Initializing... drag & drop files here
Supports: FLAC
FLAC files are 5-10x larger than MP3. A 1,000-song music library in FLAC takes about 30GB — the same library in MP3 at 320kbps fits in 5GB. Converting frees up significant storage on your phone, music player, or hard drive.
Many car stereos, older MP3 players, Bluetooth speakers, and some smart speakers don't support FLAC playback. MP3 is supported by every audio device ever made. Converting ensures your music plays everywhere without compatibility issues.
Email attachment limits (typically 25MB) and messaging apps make sharing FLAC files impractical — a single FLAC album can be 300-500MB. The same album in MP3 is 50-80MB, making it easy to share via email, WhatsApp, or cloud links.
Phones have limited storage.

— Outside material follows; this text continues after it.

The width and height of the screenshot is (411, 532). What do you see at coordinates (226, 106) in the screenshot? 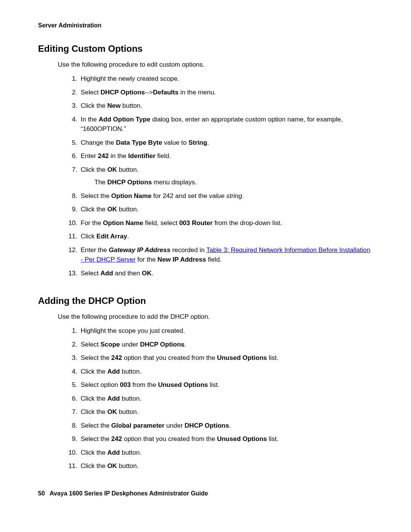
I see `step-item: Click the New button.` at bounding box center [226, 106].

Converting FLAC to MP3 lets you carry 5-10x more music on your device while maintaining excellent audio quality at 256-320kbps — a difference most listeners can't detect even with good headphones.
| FLAC | MP3 | |
|---|---|---|
| Compression | Lossless (no quality loss) | Lossy (some data discarded) |
| File size (4-min song) | 20-30 MB | 4-5 MB at 192kbps |
| Audio quality | Perfect (identical to CD) | Near-transparent at 256kbps+ |
| Device support | Most modern devices | Universal (all devices) |
| Car stereo support | Limited (newer models only) | All car stereos |
| Best for | Archival, audiophile listening | Everyday listening, sharing |
Since FLAC preserves the full original quality, converting from FLAC produces the best possible MP3. Choose your bitrate based on your needs:
Tip: Since you're starting from lossless FLAC, use 320kbps to get the highest quality MP3 possible. Always keep your original FLAC files as lossless backups.
Yes — MP3 is lossy compression, so some audio data is permanently discarded. However, at 256-320kbps, most people cannot distinguish MP3 from the original FLAC in blind listening tests. Since FLAC preserves the full source quality, converting from FLAC produces the best possible MP3 — better than converting from another lossy format.
320kbps for maximum quality — since you're starting from lossless, this gives you the best MP3 possible. 256kbps for excellent quality with smaller files. 192kbps for a good balance of quality and size. The difference between 256 and 320kbps is inaudible to most listeners.
Yes. Upload all tracks from an album and convert them all with the same bitrate settings. Download individually or as a ZIP archive to keep the album together.
XConvert preserves metadata including artist, album, track number, and title during conversion. Album art may need to be re-embedded depending on the source FLAC tagging format.
Yes. XConvert's FLAC to MP3 converter is completely free with no watermarks, no sign-up required, and no file count limits.
FLAC files are typically 20-40MB per song. Conversion takes a few seconds per track. An entire album converts in under a minute.
Yes — always keep FLAC files as lossless backups. You can always re-convert to MP3 at a different bitrate later, but you can never recover quality lost in MP3 compression.
Yes. Works in any modern browser on Windows, macOS, Linux, Android, and iOS — no app installation required.